Graduate student, Linguistics
I am a fourth-year PhD student in Linguistics under the supervision of Liina Pylkkänen. For my dissertation, I am working on a large-scale MEG project investigating how neural representations are shaped by their functional roles and the surrounding context during serial and parallel presentation. I have also conducted an MEG project contrasting Danish two-word sentence to investigate syntactic dependencies in a working memory-free paradigm. Both of my MEG projects probe language comprehension when multi-word stimuli are presented in parallel and therefore freed from seriality constraints induced by the stimulus delivery technique. Outside of the realm of MEG research, I have done research on subject-oriented pronouns in Danish (also sometimes referred to as reflexives) showing that existing accounts of subject orientation do not fully capture speakers’ actual grammars.
Prior to joining NYU’s PhD program, I earned a Bachelor and Master of Arts in English Studies from the University of Copenhagen, Denmark. While both degrees were interdisciplinary, my MA in particular offered many opportunities to engage with linguistically oriented questions, resulting in, for instance, an article examining language ideologies among long-term international students in Denmark. For my Master’s thesis, I conducted a psycholinguistic study on Danish-English bilinguals’ cognate processing in L1 and L2 tasks.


### PROBLEM STATEMENT
Each line shown below should be copied exactly.

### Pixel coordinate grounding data

··········

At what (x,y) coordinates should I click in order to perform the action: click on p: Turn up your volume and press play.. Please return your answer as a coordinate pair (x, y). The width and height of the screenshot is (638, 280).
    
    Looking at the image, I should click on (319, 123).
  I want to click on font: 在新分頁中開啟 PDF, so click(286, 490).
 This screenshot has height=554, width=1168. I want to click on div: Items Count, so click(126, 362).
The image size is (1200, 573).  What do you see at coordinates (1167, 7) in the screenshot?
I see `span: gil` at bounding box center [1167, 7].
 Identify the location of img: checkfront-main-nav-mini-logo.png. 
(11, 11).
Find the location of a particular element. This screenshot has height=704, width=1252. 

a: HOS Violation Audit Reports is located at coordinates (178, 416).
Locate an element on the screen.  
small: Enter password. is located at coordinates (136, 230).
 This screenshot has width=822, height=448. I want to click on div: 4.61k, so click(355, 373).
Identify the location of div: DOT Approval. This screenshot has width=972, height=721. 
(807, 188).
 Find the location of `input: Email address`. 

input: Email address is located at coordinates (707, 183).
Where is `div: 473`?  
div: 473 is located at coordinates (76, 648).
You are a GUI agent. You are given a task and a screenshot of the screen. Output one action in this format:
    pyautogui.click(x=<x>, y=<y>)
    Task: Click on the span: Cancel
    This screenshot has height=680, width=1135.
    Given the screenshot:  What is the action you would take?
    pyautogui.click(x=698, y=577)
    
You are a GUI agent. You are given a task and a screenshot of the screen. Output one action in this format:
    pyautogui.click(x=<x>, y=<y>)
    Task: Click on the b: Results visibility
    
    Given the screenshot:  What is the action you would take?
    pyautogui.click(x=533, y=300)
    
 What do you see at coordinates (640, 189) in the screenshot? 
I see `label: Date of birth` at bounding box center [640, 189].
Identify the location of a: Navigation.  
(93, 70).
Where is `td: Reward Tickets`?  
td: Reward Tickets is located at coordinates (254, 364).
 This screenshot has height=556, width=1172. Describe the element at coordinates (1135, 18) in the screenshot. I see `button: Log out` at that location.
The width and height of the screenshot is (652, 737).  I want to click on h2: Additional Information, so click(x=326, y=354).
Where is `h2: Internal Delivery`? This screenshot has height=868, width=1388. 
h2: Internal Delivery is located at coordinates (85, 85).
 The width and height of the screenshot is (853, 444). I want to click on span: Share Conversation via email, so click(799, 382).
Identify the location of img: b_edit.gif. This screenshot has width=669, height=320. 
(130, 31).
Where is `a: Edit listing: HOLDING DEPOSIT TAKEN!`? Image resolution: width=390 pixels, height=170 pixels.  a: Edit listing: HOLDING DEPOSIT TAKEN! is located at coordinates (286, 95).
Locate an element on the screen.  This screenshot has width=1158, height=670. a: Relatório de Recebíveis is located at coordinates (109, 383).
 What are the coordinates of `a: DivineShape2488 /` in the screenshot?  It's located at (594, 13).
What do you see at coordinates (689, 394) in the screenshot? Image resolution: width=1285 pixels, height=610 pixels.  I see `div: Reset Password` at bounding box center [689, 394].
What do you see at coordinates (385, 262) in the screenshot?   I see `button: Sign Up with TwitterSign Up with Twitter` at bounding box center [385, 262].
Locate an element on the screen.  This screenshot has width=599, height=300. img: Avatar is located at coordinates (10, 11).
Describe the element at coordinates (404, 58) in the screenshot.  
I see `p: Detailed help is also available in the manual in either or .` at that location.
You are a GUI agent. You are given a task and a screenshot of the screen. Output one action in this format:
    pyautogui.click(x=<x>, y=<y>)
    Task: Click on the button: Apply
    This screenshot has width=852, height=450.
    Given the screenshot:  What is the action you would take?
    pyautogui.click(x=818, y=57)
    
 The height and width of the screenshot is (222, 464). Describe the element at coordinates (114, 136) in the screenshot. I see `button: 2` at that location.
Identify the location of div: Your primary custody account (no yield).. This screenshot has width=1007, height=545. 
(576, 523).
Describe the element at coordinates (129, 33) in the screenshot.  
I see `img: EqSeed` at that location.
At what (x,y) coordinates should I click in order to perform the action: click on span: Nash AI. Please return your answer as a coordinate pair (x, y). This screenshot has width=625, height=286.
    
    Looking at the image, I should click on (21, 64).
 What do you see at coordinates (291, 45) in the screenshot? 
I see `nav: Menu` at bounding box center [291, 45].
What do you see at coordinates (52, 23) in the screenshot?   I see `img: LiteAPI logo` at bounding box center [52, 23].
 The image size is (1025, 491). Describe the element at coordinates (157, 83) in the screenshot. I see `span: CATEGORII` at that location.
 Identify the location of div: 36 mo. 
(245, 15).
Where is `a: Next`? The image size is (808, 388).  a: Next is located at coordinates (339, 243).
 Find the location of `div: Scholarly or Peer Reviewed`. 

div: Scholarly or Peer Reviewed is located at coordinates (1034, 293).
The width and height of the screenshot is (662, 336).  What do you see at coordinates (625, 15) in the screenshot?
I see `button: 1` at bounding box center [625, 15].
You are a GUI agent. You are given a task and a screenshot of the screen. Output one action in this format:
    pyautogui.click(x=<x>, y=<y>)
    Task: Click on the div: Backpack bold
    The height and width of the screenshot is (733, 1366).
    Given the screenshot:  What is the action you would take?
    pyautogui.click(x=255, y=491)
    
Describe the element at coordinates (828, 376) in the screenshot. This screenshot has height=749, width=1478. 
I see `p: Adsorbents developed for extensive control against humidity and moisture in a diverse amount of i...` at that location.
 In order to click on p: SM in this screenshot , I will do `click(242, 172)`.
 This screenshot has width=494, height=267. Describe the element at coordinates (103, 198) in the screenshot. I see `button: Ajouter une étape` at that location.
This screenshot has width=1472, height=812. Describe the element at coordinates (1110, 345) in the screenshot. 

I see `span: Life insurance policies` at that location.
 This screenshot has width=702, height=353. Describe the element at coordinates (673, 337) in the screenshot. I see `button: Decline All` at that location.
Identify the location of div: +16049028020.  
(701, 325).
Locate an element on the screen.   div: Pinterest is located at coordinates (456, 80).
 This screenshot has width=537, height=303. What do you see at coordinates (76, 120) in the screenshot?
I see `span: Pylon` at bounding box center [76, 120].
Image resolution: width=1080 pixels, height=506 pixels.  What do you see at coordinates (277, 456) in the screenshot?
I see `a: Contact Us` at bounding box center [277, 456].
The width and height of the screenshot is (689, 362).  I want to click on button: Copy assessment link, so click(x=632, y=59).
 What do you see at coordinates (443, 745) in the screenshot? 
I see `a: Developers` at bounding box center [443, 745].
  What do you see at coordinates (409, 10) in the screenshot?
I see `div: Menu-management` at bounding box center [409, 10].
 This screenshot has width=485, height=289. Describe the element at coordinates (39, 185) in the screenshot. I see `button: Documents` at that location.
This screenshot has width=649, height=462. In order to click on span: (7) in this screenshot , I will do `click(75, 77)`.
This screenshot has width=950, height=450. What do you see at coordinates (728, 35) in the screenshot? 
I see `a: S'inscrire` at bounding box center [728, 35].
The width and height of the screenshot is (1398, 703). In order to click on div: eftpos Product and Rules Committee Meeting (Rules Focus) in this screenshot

··········

### ANSWER BELOW
At what (x,y) coordinates should I click in order to perform the action: click on p: Turn up your volume and press play.. Please return your answer as a coordinate pair (x, y). The width and height of the screenshot is (638, 280).
    
    Looking at the image, I should click on (319, 123).
  I want to click on font: 在新分頁中開啟 PDF, so click(286, 490).
 This screenshot has height=554, width=1168. I want to click on div: Items Count, so click(126, 362).
The image size is (1200, 573).  What do you see at coordinates (1167, 7) in the screenshot?
I see `span: gil` at bounding box center [1167, 7].
 Identify the location of img: checkfront-main-nav-mini-logo.png. 
(11, 11).
Find the location of a particular element. This screenshot has height=704, width=1252. 

a: HOS Violation Audit Reports is located at coordinates (178, 416).
Locate an element on the screen.  
small: Enter password. is located at coordinates (136, 230).
 This screenshot has width=822, height=448. I want to click on div: 4.61k, so click(355, 373).
Identify the location of div: DOT Approval. This screenshot has width=972, height=721. 
(807, 188).
 Find the location of `input: Email address`. 

input: Email address is located at coordinates (707, 183).
Where is `div: 473`?  
div: 473 is located at coordinates (76, 648).
You are a GUI agent. You are given a task and a screenshot of the screen. Output one action in this format:
    pyautogui.click(x=<x>, y=<y>)
    Task: Click on the span: Cancel
    This screenshot has height=680, width=1135.
    Given the screenshot:  What is the action you would take?
    pyautogui.click(x=698, y=577)
    
You are a GUI agent. You are given a task and a screenshot of the screen. Output one action in this format:
    pyautogui.click(x=<x>, y=<y>)
    Task: Click on the b: Results visibility
    
    Given the screenshot:  What is the action you would take?
    pyautogui.click(x=533, y=300)
    
 What do you see at coordinates (640, 189) in the screenshot? 
I see `label: Date of birth` at bounding box center [640, 189].
Identify the location of a: Navigation.  
(93, 70).
Where is `td: Reward Tickets`?  
td: Reward Tickets is located at coordinates (254, 364).
 This screenshot has height=556, width=1172. Describe the element at coordinates (1135, 18) in the screenshot. I see `button: Log out` at that location.
The width and height of the screenshot is (652, 737).  I want to click on h2: Additional Information, so click(x=326, y=354).
Where is `h2: Internal Delivery`? This screenshot has height=868, width=1388. 
h2: Internal Delivery is located at coordinates (85, 85).
 The width and height of the screenshot is (853, 444). I want to click on span: Share Conversation via email, so click(799, 382).
Identify the location of img: b_edit.gif. This screenshot has width=669, height=320. 
(130, 31).
Where is `a: Edit listing: HOLDING DEPOSIT TAKEN!`? Image resolution: width=390 pixels, height=170 pixels.  a: Edit listing: HOLDING DEPOSIT TAKEN! is located at coordinates (286, 95).
Locate an element on the screen.  This screenshot has width=1158, height=670. a: Relatório de Recebíveis is located at coordinates (109, 383).
 What are the coordinates of `a: DivineShape2488 /` in the screenshot?  It's located at (594, 13).
What do you see at coordinates (689, 394) in the screenshot? Image resolution: width=1285 pixels, height=610 pixels.  I see `div: Reset Password` at bounding box center [689, 394].
What do you see at coordinates (385, 262) in the screenshot?   I see `button: Sign Up with TwitterSign Up with Twitter` at bounding box center [385, 262].
Locate an element on the screen.  This screenshot has width=599, height=300. img: Avatar is located at coordinates (10, 11).
Describe the element at coordinates (404, 58) in the screenshot.  
I see `p: Detailed help is also available in the manual in either or .` at that location.
You are a GUI agent. You are given a task and a screenshot of the screen. Output one action in this format:
    pyautogui.click(x=<x>, y=<y>)
    Task: Click on the button: Apply
    This screenshot has width=852, height=450.
    Given the screenshot:  What is the action you would take?
    pyautogui.click(x=818, y=57)
    
 The height and width of the screenshot is (222, 464). Describe the element at coordinates (114, 136) in the screenshot. I see `button: 2` at that location.
Identify the location of div: Your primary custody account (no yield).. This screenshot has width=1007, height=545. 
(576, 523).
Describe the element at coordinates (129, 33) in the screenshot.  
I see `img: EqSeed` at that location.
At what (x,y) coordinates should I click in order to perform the action: click on span: Nash AI. Please return your answer as a coordinate pair (x, y). This screenshot has width=625, height=286.
    
    Looking at the image, I should click on (21, 64).
 What do you see at coordinates (291, 45) in the screenshot? 
I see `nav: Menu` at bounding box center [291, 45].
What do you see at coordinates (52, 23) in the screenshot?   I see `img: LiteAPI logo` at bounding box center [52, 23].
 The image size is (1025, 491). Describe the element at coordinates (157, 83) in the screenshot. I see `span: CATEGORII` at that location.
 Identify the location of div: 36 mo. 
(245, 15).
Where is `a: Next`? The image size is (808, 388).  a: Next is located at coordinates (339, 243).
 Find the location of `div: Scholarly or Peer Reviewed`. 

div: Scholarly or Peer Reviewed is located at coordinates (1034, 293).
The width and height of the screenshot is (662, 336).  What do you see at coordinates (625, 15) in the screenshot?
I see `button: 1` at bounding box center [625, 15].
You are a GUI agent. You are given a task and a screenshot of the screen. Output one action in this format:
    pyautogui.click(x=<x>, y=<y>)
    Task: Click on the div: Backpack bold
    The height and width of the screenshot is (733, 1366).
    Given the screenshot:  What is the action you would take?
    pyautogui.click(x=255, y=491)
    
Describe the element at coordinates (828, 376) in the screenshot. This screenshot has height=749, width=1478. 
I see `p: Adsorbents developed for extensive control against humidity and moisture in a diverse amount of i...` at that location.
 In order to click on p: SM in this screenshot , I will do `click(242, 172)`.
 This screenshot has width=494, height=267. Describe the element at coordinates (103, 198) in the screenshot. I see `button: Ajouter une étape` at that location.
This screenshot has width=1472, height=812. Describe the element at coordinates (1110, 345) in the screenshot. 

I see `span: Life insurance policies` at that location.
 This screenshot has width=702, height=353. Describe the element at coordinates (673, 337) in the screenshot. I see `button: Decline All` at that location.
Identify the location of div: +16049028020.  
(701, 325).
Locate an element on the screen.   div: Pinterest is located at coordinates (456, 80).
 This screenshot has width=537, height=303. What do you see at coordinates (76, 120) in the screenshot?
I see `span: Pylon` at bounding box center [76, 120].
Image resolution: width=1080 pixels, height=506 pixels.  What do you see at coordinates (277, 456) in the screenshot?
I see `a: Contact Us` at bounding box center [277, 456].
The width and height of the screenshot is (689, 362).  I want to click on button: Copy assessment link, so click(x=632, y=59).
 What do you see at coordinates (443, 745) in the screenshot? 
I see `a: Developers` at bounding box center [443, 745].
  What do you see at coordinates (409, 10) in the screenshot?
I see `div: Menu-management` at bounding box center [409, 10].
 This screenshot has width=485, height=289. Describe the element at coordinates (39, 185) in the screenshot. I see `button: Documents` at that location.
This screenshot has width=649, height=462. In order to click on span: (7) in this screenshot , I will do `click(75, 77)`.
This screenshot has width=950, height=450. What do you see at coordinates (728, 35) in the screenshot? 
I see `a: S'inscrire` at bounding box center [728, 35].
The width and height of the screenshot is (1398, 703). In order to click on div: eftpos Product and Rules Committee Meeting (Rules Focus) in this screenshot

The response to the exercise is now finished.